Oracle's recent acquisition of the open source Innobase database technology could mean that the firm is preparing to release an open source database.

The vendor could use the database to "bully" Sybase and Microsoft, according to Donald Feinberg, distinguished analyst and vice president at analyst firm Gartner.

Innobase's flagship offering, InnoDB, is distributed under an open source licence. It is not a standalone product, but is distributed as a part of the MySQL open source database.  

Oracle acquired Innobase on 10 October for an undisclosed sum, and has given few details about its plans for the technology.

The vendor is most likely to use it as a starting point for a small-footprint open source database, Gartner predicted.

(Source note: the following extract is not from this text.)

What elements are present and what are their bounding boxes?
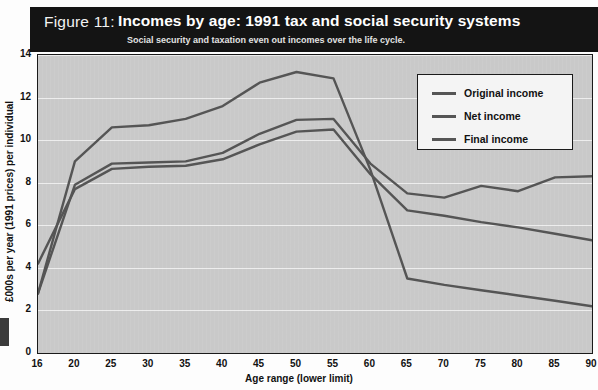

While such an offering would do little to compete with Oracle's existing database, it could increase the pressure on Oracle competitors such as Microsoft with its SQL Server Express and Sybase with its ASE Express.

"This would give Oracle an entry-level relational database management system [DBMS] that would compete in this space with the further advantage of not exposing Oracle's DBMS source code to the open source community," Feinberg wrote in a recently published analysis.

Another possible scenario, although one which Gartner deems less likely, is that the acquisition is the first step towards Oracle's acquiring MySQL, which is the leading open source database.

Oracle could also use the acquisition merely to obstruct the open source database movement by taking the InnoDB technology off the market. But Feinberg said that this last scenario is highly unlikely.